▸ **Recorded data**
○ ○ ○
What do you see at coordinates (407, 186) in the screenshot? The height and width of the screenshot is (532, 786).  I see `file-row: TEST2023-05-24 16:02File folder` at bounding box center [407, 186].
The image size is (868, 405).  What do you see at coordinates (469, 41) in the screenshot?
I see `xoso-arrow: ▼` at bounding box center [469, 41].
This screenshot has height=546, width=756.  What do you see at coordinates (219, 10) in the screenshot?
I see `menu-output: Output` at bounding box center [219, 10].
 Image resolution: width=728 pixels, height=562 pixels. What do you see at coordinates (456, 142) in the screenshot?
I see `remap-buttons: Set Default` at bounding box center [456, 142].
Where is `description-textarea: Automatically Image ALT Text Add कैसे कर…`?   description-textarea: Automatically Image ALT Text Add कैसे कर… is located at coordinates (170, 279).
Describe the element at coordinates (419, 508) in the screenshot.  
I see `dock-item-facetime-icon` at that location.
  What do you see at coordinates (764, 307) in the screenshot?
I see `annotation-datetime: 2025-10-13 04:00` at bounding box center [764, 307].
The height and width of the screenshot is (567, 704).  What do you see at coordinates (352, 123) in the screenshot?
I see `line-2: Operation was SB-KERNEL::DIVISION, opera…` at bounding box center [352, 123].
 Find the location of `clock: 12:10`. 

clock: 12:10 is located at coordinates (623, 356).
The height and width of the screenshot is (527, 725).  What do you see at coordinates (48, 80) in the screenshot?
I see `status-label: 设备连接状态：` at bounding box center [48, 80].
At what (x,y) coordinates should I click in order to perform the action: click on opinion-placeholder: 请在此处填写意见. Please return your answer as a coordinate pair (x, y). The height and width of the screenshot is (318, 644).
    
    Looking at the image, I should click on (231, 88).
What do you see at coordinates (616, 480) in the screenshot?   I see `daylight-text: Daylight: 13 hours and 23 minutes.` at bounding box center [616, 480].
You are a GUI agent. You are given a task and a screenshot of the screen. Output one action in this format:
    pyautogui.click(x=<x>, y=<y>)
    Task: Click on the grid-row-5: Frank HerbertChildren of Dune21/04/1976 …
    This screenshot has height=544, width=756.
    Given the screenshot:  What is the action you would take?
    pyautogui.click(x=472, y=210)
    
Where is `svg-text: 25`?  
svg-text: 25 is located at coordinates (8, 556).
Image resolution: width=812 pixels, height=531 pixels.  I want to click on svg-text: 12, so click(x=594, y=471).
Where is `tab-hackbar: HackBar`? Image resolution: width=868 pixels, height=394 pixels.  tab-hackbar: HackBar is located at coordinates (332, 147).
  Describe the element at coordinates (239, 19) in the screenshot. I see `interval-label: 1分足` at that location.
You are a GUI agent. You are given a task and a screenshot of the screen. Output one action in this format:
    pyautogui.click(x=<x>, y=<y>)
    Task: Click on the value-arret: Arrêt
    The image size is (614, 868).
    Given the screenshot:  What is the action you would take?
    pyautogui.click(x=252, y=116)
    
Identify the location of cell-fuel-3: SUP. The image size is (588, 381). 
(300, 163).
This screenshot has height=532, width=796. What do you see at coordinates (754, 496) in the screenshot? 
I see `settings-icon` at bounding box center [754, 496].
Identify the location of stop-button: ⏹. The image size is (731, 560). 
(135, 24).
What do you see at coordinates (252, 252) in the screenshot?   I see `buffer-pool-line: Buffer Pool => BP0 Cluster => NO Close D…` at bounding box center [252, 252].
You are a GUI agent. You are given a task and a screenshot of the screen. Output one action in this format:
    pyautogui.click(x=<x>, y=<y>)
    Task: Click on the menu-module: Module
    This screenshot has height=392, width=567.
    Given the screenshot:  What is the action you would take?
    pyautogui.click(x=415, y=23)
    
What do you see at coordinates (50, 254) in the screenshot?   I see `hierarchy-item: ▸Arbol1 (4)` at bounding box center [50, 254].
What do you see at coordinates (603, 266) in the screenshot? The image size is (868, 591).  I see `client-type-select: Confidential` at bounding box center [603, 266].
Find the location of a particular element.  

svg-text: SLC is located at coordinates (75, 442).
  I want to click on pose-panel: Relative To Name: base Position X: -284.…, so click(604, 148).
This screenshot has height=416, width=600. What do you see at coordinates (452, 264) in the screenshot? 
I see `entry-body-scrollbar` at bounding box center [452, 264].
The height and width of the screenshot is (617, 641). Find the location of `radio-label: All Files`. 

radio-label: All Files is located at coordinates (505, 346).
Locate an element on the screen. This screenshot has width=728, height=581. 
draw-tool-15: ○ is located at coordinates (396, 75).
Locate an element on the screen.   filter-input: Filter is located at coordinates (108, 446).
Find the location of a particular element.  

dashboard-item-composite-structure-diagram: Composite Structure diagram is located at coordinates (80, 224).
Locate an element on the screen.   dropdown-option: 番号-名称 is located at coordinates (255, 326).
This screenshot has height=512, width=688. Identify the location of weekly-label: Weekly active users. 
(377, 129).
○ ○ ○
▸ **HOW TO COMPLETE THIS TASK**
Every line from the line containing "This screenshot has height=532, width=796." through the line containing "What do you see at coordinates (603, 266)" in the records above must be retyped exactly. Leave out the rest.

▸ **ANSWER BELOW**
This screenshot has height=532, width=796. What do you see at coordinates (754, 496) in the screenshot? 
I see `settings-icon` at bounding box center [754, 496].
Identify the location of stop-button: ⏹. The image size is (731, 560). 
(135, 24).
What do you see at coordinates (252, 252) in the screenshot?   I see `buffer-pool-line: Buffer Pool => BP0 Cluster => NO Close D…` at bounding box center [252, 252].
You are a GUI agent. You are given a task and a screenshot of the screen. Output one action in this format:
    pyautogui.click(x=<x>, y=<y>)
    Task: Click on the menu-module: Module
    This screenshot has height=392, width=567.
    Given the screenshot:  What is the action you would take?
    pyautogui.click(x=415, y=23)
    
What do you see at coordinates (50, 254) in the screenshot?   I see `hierarchy-item: ▸Arbol1 (4)` at bounding box center [50, 254].
What do you see at coordinates (603, 266) in the screenshot? The image size is (868, 591).  I see `client-type-select: Confidential` at bounding box center [603, 266].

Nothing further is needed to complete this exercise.